Bitcoin’s on-chain activity index has climbed to its highest reading since late 2024, creating a notable divergence: the network is processing more transactions than it has in over a year, yet spot price remains well below its all-time high. For traders who follow Bitcoin fundamentals alongside price, that kind of split deserves a close look before drawing conclusions.
What Happened
CryptoQuant’s Bitcoin Network Activity Index — a composite measure tracking active addresses, daily transaction count, and overall network usage — has broken above its long-term trend line for the first time since December 2024. The index now sits approximately 7% below the all-time high it posted in September 2024, a level it has not been close to since the peak of the last bull cycle.
Daily Bitcoin transactions have crossed 800,000, a figure that more than doubles the lows recorded during 2025. The sustained above-trend reading has been in place since late March 2026, meaning this is not a one-day spike but a multi-week structural shift in how the network is being used.
Drilling further into the transaction data reveals a significant compositional change. Transfers valued below 0.01 BTC now account for roughly 80% of all on-chain activity — up sharply from approximately 44% in 2023. The network is far busier than before, but the dominant transaction type has shifted from large economic transfers to small, often protocol-driven ones.
The driver is well-documented: Ordinals inscriptions, Runes protocol mints, BRC-20 token activity, and data-timestamping services that write arbitrary information to the Bitcoin blockchain via the OP_RETURN output field. Following a contentious community debate in 2025, the previous byte-size restriction on OP_RETURN was lifted, removing a ceiling that had constrained this type of usage for years.
What It Means for Traders
At first glance, a surge in on-chain activity while price stalls looks like a bullish leading indicator. The intuition is straightforward: more network usage historically correlates with rising demand, and demand precedes price. In previous cycles, periods when the Network Activity Index broke back above trend have often coincided with, or slightly preceded, price recoveries.
The composition of that activity matters, however. When 80% of transactions carry less than 0.01 BTC in value, the economic weight per transaction is low. Protocol-level activity — inscriptions, token mints, arbitrary data writes — does not represent capital moving from buyers to sellers the way spot trades or large wallet movements do. It represents developers, collectors, and automated services using Bitcoin’s block space, which is useful for network health but is a different signal than organic demand from new market participants.
Traders should therefore treat this divergence as a two-sided data point. The activity rebound suggests the blockchain is alive and being used across multiple layers, which supports a floor under miner revenue and argues against a complete market collapse. At the same time, it does not by itself confirm that price-relevant buying pressure is building. The mempool expanding to roughly 128,000 unconfirmed transactions — its highest level since February 2025 — reflects congestion from low-fee protocol activity, not necessarily a wave of high-value economic transactions clearing.
Traders watching for a genuine demand-side recovery would want to see the active address count rising alongside larger average transaction values, not just raw transaction volume driven by sub-0.01 BTC moves. Those two signals together would argue for a more meaningful shift in market participation.
The Bigger Picture
The divergence between network activity and market price is not entirely new territory for Bitcoin. In prior cycles, on-chain metrics have often led price by weeks or months, acting as early-stage indicators that accumulation was underway before it showed up in candlestick charts. What makes the current situation distinct is the structural change in what kinds of transactions are dominating the count.
Bitcoin’s block space has become a multi-use resource. The protocol changes of the last two years opened it to use cases that go well beyond peer-to-peer value transfer: token issuance, inscription markets, data storage, and developer experimentation. That diversification of block space demand creates a floor for miner fee revenue and arguably makes the network more resilient, but it also means the traditional read of “high transaction count equals high demand for BTC” requires more nuance than it did in earlier cycles.
On a longer timeframe, sustained above-trend network activity — even when partially protocol-driven — has historically corresponded with market bottoming processes rather than market tops. That historical pattern is worth watching, particularly if the composition of activity shifts toward larger economic transactions over the coming weeks. Whether the current environment follows that playbook will depend in part on broader macro conditions and whether capital begins rotating back into digital assets at scale.
The immediate takeaway for on-chain watchers is that the Bitcoin network is not dormant. It is processing more transactions than it has in well over a year, its activity index is the strongest since the last cycle peak, and a clear divergence from spot price has opened. That divergence may close upward, downward, or sideways — but ignoring it means missing one of the more structurally interesting signals the chain has produced in recent months.
This article is informational only and does not constitute financial advice.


§ Problem to work on: In the following material, identify every line holding the string "average" and return it.

§ Materials provided:
:::

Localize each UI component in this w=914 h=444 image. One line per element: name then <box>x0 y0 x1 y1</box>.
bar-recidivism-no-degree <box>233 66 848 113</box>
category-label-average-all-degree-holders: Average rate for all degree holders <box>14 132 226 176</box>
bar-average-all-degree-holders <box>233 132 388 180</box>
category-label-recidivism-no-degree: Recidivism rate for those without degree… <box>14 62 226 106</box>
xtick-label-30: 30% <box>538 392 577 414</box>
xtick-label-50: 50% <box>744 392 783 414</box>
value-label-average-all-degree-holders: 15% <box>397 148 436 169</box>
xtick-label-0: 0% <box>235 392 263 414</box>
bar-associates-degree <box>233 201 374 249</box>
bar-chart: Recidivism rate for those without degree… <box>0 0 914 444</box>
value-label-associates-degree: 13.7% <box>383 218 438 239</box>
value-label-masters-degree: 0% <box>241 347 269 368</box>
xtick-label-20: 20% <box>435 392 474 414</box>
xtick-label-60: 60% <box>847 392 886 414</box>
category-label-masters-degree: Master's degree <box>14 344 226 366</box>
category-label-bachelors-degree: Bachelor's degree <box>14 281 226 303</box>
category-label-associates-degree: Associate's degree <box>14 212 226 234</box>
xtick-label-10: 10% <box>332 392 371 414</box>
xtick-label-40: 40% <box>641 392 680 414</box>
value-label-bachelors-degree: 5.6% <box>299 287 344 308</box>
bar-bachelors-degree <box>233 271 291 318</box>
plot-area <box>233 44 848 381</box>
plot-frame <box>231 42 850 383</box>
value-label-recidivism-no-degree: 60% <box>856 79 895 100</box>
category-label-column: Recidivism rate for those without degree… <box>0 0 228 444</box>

:::

§ Finished exercise:
category-label-average-all-degree-holders: Average rate for all degree holders <box>14 132 226 176</box>
bar-average-all-degree-holders <box>233 132 388 180</box>
value-label-average-all-degree-holders: 15% <box>397 148 436 169</box>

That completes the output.